Our volunteers are an integral part of the hospitals we support. They play a host of different roles throughout the hospital to support both patients and staff in their healing work. But sometimes, the most important role they play is as a healing presence. John Hall, has served as a volunteer at the Children’s Blood & Cancer Center (CBCC), and offered the following anecdotes that beautiful capture the impact volunteers make on our patients and their families:

“I am playing with a little girl who is sitting in my lap in the CBCC. She is so fatigued by chemo she doesn’t have the strength to play so she’s sitting in my lap and telling me how to play with the doll house.  Later she tells me her dolly is sick.  I go get the toy medical kit and she listens to its heart.  Just teasing I say, “Gracie (not her name), can you hear anything?” Nothing.  Later on I ask, “Gracie, can you hear anything?” Still nothing from her as she continues to listen.  Finally, I ask, “Gracie, can you hear anything yet?”  She takes off the toy stethoscope, leans over and whispers into my ear almost in an attempt not to embarrass and says, “You have to pretend.”  A child’s simple answer to the question I had never figured out how to ask.”

 

“So, I am walking in the tunnel that separates the professional building where the CBCC connects with the hospital with a young mother whose  daughter has raced ahead of us because she knows all to well the way to the day surgery clinic where she going for her final lumbar.  Just casually as the two of us are walking I mention how impressed I am she got her daughter to all those early morning appointments, kept her family together, that both her daughters were healthy and happy.  That she had actually done it.  It was over.  She stopped abruptly, turned to me and wept like a child.  I held her until she cried enough.”

 

“It was Christmas Eve day.  The little girl I took to the day surgery clinic from the CBCC was so afraid Santa couldn’t find her if she had to go into the hospital.  I raced home, gathered up a bag full of beanie bears out of my stash, got a card, put her name on it, wrote on the inside “Of course I know where you are.  Be sure to share some of these with your sister.” forged Santa Claus’ signature, and got it all back to her nurses before she got out of treatment.  Made a little girl happy and her nurses cry for Christmas.
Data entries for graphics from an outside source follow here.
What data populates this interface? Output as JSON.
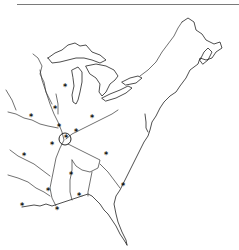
{
  "map": {
    "title": "",
    "region": "Eastern North America (Great Lakes, Mississippi basin, Atlantic & Gulf coasts)",
    "style": {
      "line_color": "#222222",
      "background": "#ffffff",
      "rule_color": "#7a7a7a"
    },
    "marker_glyph": "*",
    "markers": [
      {
        "x": 65,
        "y": 88
      },
      {
        "x": 55,
        "y": 110
      },
      {
        "x": 31,
        "y": 118
      },
      {
        "x": 59,
        "y": 128
      },
      {
        "x": 92,
        "y": 119
      },
      {
        "x": 66,
        "y": 139
      },
      {
        "x": 76,
        "y": 133
      },
      {
        "x": 52,
        "y": 146
      },
      {
        "x": 24,
        "y": 157
      },
      {
        "x": 106,
        "y": 156
      },
      {
        "x": 71,
        "y": 176
      },
      {
        "x": 48,
        "y": 192
      },
      {
        "x": 79,
        "y": 197
      },
      {
        "x": 123,
        "y": 187
      },
      {
        "x": 57,
        "y": 211
      },
      {
        "x": 22,
        "y": 207
      }
    ],
    "highlight_circle": {
      "cx": 65,
      "cy": 139,
      "r": 6
    }
  }
}
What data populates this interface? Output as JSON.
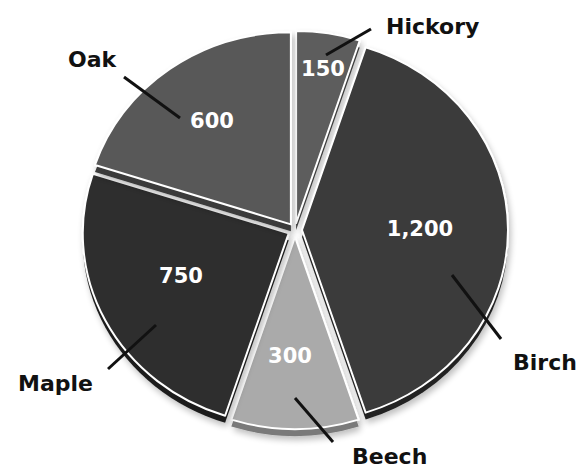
{
  "chart_data": {
    "type": "pie",
    "title": "",
    "start_angle_deg": 0,
    "direction": "clockwise",
    "total": 3000,
    "slices": [
      {
        "label": "Hickory",
        "value": 150,
        "value_label": "150",
        "color": "#5d5d5d",
        "side_color": "#3e3e3e"
      },
      {
        "label": "Birch",
        "value": 1200,
        "value_label": "1,200",
        "color": "#3a3a3a",
        "side_color": "#222222"
      },
      {
        "label": "Beech",
        "value": 300,
        "value_label": "300",
        "color": "#aaaaaa",
        "side_color": "#7a7a7a"
      },
      {
        "label": "Maple",
        "value": 750,
        "value_label": "750",
        "color": "#2f2f2f",
        "side_color": "#1c1c1c"
      },
      {
        "label": "Oak",
        "value": 600,
        "value_label": "600",
        "color": "#595959",
        "side_color": "#3a3a3a"
      }
    ],
    "exploded": true,
    "legend": "none",
    "data_labels": "values inside slices, category names outside with leader lines"
  },
  "layout": {
    "center": [
      295,
      230
    ],
    "rx": 206,
    "ry": 192,
    "explode": 7,
    "depth": 7,
    "value_positions": [
      [
        323,
        76
      ],
      [
        420,
        236
      ],
      [
        290,
        363
      ],
      [
        181,
        283
      ],
      [
        212,
        128
      ]
    ],
    "category_positions": [
      [
        386,
        34
      ],
      [
        513,
        370
      ],
      [
        352,
        464
      ],
      [
        18,
        391
      ],
      [
        68,
        67
      ]
    ],
    "leaders": [
      [
        [
          326,
          55
        ],
        [
          371,
          29
        ]
      ],
      [
        [
          452,
          275
        ],
        [
          501,
          339
        ]
      ],
      [
        [
          295,
          398
        ],
        [
          333,
          442
        ]
      ],
      [
        [
          156,
          325
        ],
        [
          108,
          369
        ]
      ],
      [
        [
          124,
          77
        ],
        [
          180,
          118
        ]
      ]
    ]
  }
}
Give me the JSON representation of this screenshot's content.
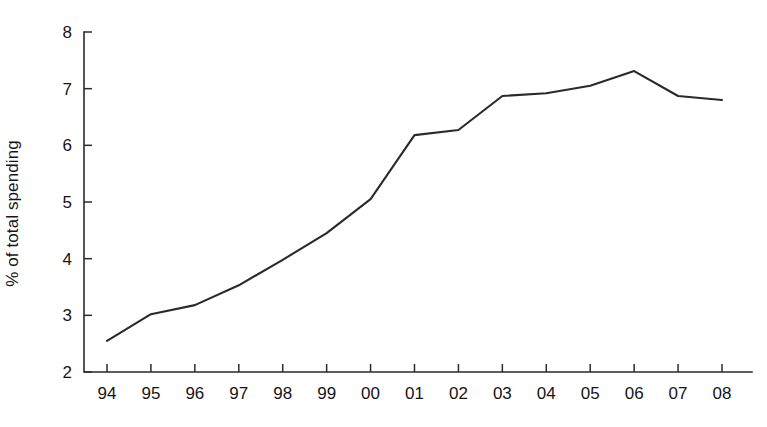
{
  "chart_data": {
    "type": "line",
    "title": "",
    "subtitle": "",
    "xlabel": "",
    "ylabel": "% of total spending",
    "categories": [
      "94",
      "95",
      "96",
      "97",
      "98",
      "99",
      "00",
      "01",
      "02",
      "03",
      "04",
      "05",
      "06",
      "07",
      "08"
    ],
    "values": [
      2.55,
      3.02,
      3.18,
      3.53,
      3.98,
      4.45,
      5.05,
      6.18,
      6.27,
      6.87,
      6.92,
      7.05,
      7.31,
      6.87,
      6.8
    ],
    "series": [
      {
        "name": "% of total spending",
        "values": [
          2.55,
          3.02,
          3.18,
          3.53,
          3.98,
          4.45,
          5.05,
          6.18,
          6.27,
          6.87,
          6.92,
          7.05,
          7.31,
          6.87,
          6.8
        ]
      }
    ],
    "ylim": [
      2,
      8
    ],
    "yticks": [
      2,
      3,
      4,
      5,
      6,
      7,
      8
    ],
    "ytick_labels": [
      "2",
      "3",
      "4",
      "5",
      "6",
      "7",
      "8"
    ],
    "xtick_labels": [
      "94",
      "95",
      "96",
      "97",
      "98",
      "99",
      "00",
      "01",
      "02",
      "03",
      "04",
      "05",
      "06",
      "07",
      "08"
    ],
    "grid": false,
    "legend": false,
    "legend_position": "none",
    "line_color": "#2a2a2a",
    "axis_color": "#2b2b2b",
    "background_color": "#ffffff"
  },
  "axis": {
    "y_title": "% of total spending"
  }
}
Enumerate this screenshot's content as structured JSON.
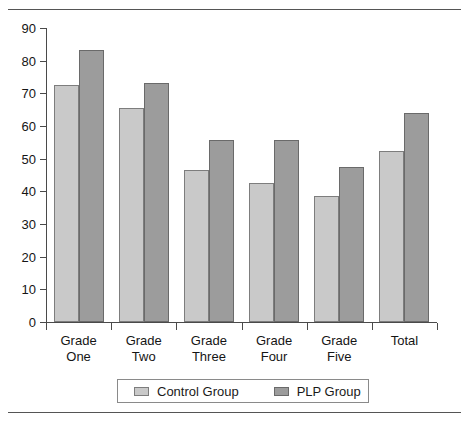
{
  "chart_data": {
    "type": "bar",
    "title": "",
    "xlabel": "",
    "ylabel": "",
    "ylim": [
      0,
      90
    ],
    "yticks": [
      0,
      10,
      20,
      30,
      40,
      50,
      60,
      70,
      80,
      90
    ],
    "grid": false,
    "legend_position": "bottom",
    "categories": [
      "Grade One",
      "Grade Two",
      "Grade Three",
      "Grade Four",
      "Grade Five",
      "Total"
    ],
    "category_lines": [
      [
        "Grade",
        "One"
      ],
      [
        "Grade",
        "Two"
      ],
      [
        "Grade",
        "Three"
      ],
      [
        "Grade",
        "Four"
      ],
      [
        "Grade",
        "Five"
      ],
      [
        "Total",
        ""
      ]
    ],
    "series": [
      {
        "name": "Control Group",
        "color": "#c9c9c9",
        "values": [
          72.4,
          65.4,
          46.4,
          42.7,
          38.7,
          52.2
        ]
      },
      {
        "name": "PLP Group",
        "color": "#9c9c9c",
        "values": [
          83.3,
          73.1,
          55.6,
          55.6,
          47.6,
          63.9
        ]
      }
    ]
  },
  "axis": {
    "tick_labels": [
      "90",
      "80",
      "70",
      "60",
      "50",
      "40",
      "30",
      "20",
      "10",
      "0"
    ]
  },
  "legend": {
    "items": [
      {
        "label": "Control Group",
        "color": "#c9c9c9"
      },
      {
        "label": "PLP Group",
        "color": "#9c9c9c"
      }
    ]
  }
}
Just don’t get any better than that.”

 

“The best for last.  Currently, I’ve been holding a very, very sick little girl in the NICU for several weeks.  One of her nurses spilled the beans to her mother about me holding her for hours.  As I am leaving I poke my head in the door and say hi.  Her mother looked at me and says, ‘Sir, you can hold my daughter anytime you want to.'”

 

Through simply being present, volunteers make a positive impact heath and hope of our patients and families. As John puts it, “I guess sometimes being a volunteer means you have to run toward pain, not away from it.”